By Cory Cory
Radio DJ's going the way of the dinosaur
Sooner or later, your favorite local radio music format will be gone. One day, perhaps without warning, it will be replaced by talk, news, or some “contemporary” format. Popular songs you once enjoyed, or maybe loved to hate, first become oldies and suddenly one day a program director somewhere decides the demographic skews too old and those songs just vanish from the radio.
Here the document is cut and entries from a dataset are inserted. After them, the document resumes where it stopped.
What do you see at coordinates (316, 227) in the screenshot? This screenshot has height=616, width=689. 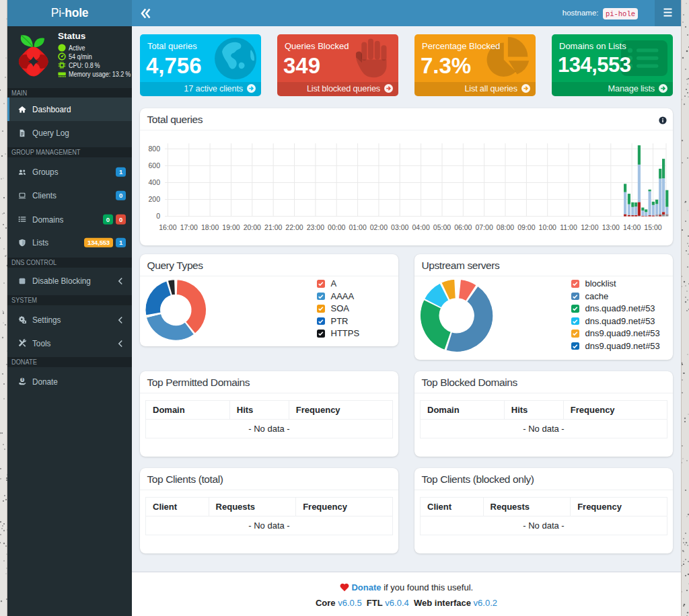 I see `svg-text: 23:00` at bounding box center [316, 227].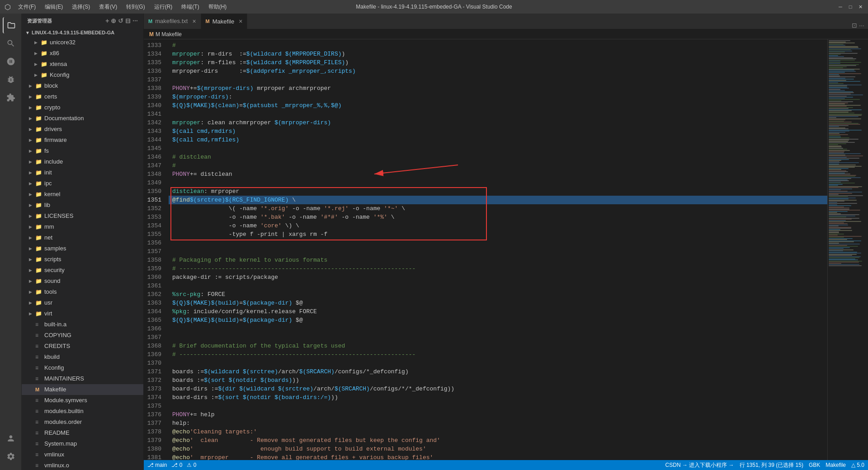 The width and height of the screenshot is (868, 470). I want to click on split-editor-icon: ⊡, so click(854, 25).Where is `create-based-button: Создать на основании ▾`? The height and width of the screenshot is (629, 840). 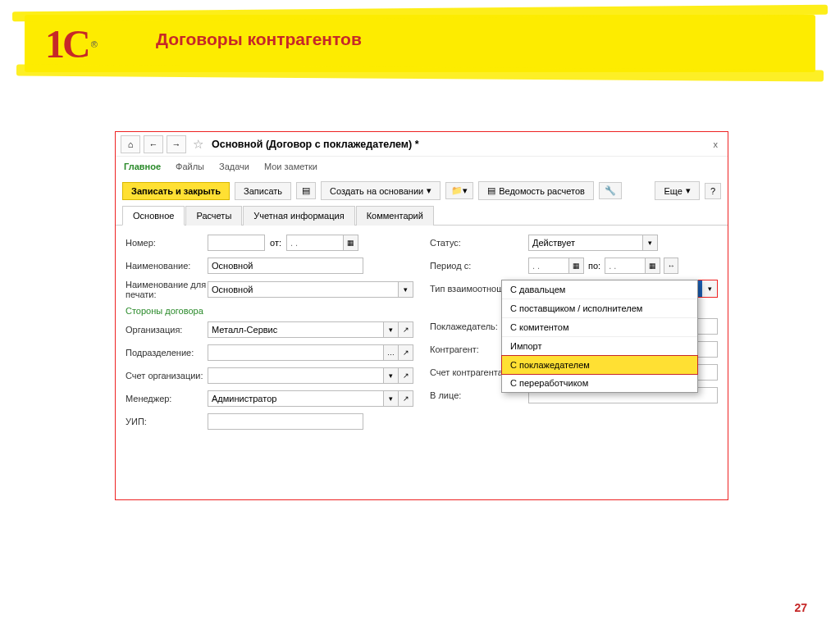
create-based-button: Создать на основании ▾ is located at coordinates (381, 190).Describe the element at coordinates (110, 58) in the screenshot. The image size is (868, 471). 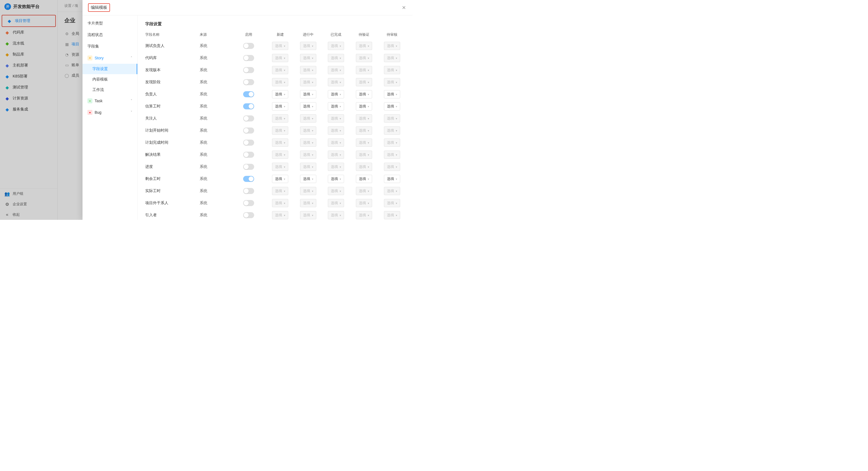
I see `side-group-story: ☀Story˄` at that location.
The final cut comes when the format’s premiere disc jockeys disappear. Recently, one of the country's top jazz DJs, Dick Buckley from Chicago, died. For several decades before his last broadcast two years ago, when it came to jazz he had few peers. Like the best DJ of any format - classical, country, rock, R &B - Buckley introduced old songs to new listeners and new songs to old listeners. Interspersed with his tales of hanging out with Count Basie and Duke Ellington, he typified the emotional hold a talented DJ with great music could exert over listeners.
Author Michael Chabon discusses the power of local radio in his essay, Radio Silence, “(The song) "Runaround Sue" by Dion & the Belmonts (1961) was my mother’s all-time favorite. We used to hear it sometime on WMOD (“Washington DC’s Goldmine”), and she always got a certain look when it came on, something between surprise and reverie. All those songs, and even more, their familiarity and evident importance to my mother- the associations and memories they stirred, the good feelings they engendered – came to mean something to me. Their lyrics, their instrumentation, the outmoded crooning or falsettos of their vocalists, their monauraul shimmer, became part of my understanding of the era that had produced them, and my understanding of my mother, and of the way she saw and talked about her life.”
Unfortunately, formats pass on. AM radio stations that once filled the airwaves with 1940’s favorites, the Andrews Sisters or Dorsey Brothers, are long gone. That music may as well be Gregorian chants. 1950’s formats that made their bones on doo-wop, Chuck Berry or the Everly Brothers have become distant memories like poodle skirts and saddle shoes.
The 1960’s, which popularized FM, were the decade that was supposed to change it all. But you don't even hear much 1960’s music on local radio anymore. A few warhorses like "My Girl," "Satisfaction," or "I Heard It Through the Grapevine" survive, usually on FM, but they are token exceptions. Even Beatles and Stones’s playlists have dwindled to an overplayed few. The legendary AM stations like WABC or WLS in Chicago, which once hooked Boomers on rock and roll, don't even play music anymore.
The 1970’s are on their way out, also. "Black Magic Woman," "Stairway to Heaven" and "Ramblin’ Man" may still be around, but it means scouring the dial to hear them, if you're willing and haven't grown tired of them yet. Take note, Billy Joel, Prince, and Phil Collins, your days on local radio are numbered.
Who cares, you may ask? Besides satellite radio, it’s possible to download any of these artists, and thousands of others, anytime on your iPod. Your MP3 player will play "Purple Rain" all day if you like. People with iPod buds wander ubiquitously through suburban malls (resembling nothing so much as those emotionless drones from the Invasion of The Body Snatchers, the original "pod people." Without question, musical choice is more varied and available than ever.
But something has been lost, which brings us back to the disc jockey. Chances are, no matter where you grew up, some DJ affected your life at some time - was it Cousin Brucie? Larry (Uncle Lar) Lujack in the Midwest? Early "The Soul Man" Wright in the Delta? (The Real) Don Steele in L.A.?
The best of them were shamans, communicating from a spiritual world, conjuring powerful magic. Their medium might have been Wagner, Beethoven, Hank Williams, Miles Davis, Bruce Springsteen or B. B. King. But the magician behind the curtain was that DJ.
Precious few shamans remain. Jonathan Schwartz remains one of the best things about satellite radio. For years, he could switch seamlessly between AM and FM, playing Sinatra and discoursing on Sinatra songs all the way back to Frank’s 1930’s Hoboken days. Then, he might segue smoothly on another show and play Frank Zappa (Google please, if you're under 40).
The best DJs, like Dick Buckley or Jonathan Schwartz, don't just play music; they are artists producing indelible aural memories. Soon, like their formats, they will disappear and we shall not hear their like again. The iPod and the MP3, and whatever technology comes apace will doubtless provide more music, better quality, and easier access. But no technology will ever recreate the great DJ’s and the intimacy of local radio. Future generations will be poorer for it, having missed out on one of life’s little pleasures.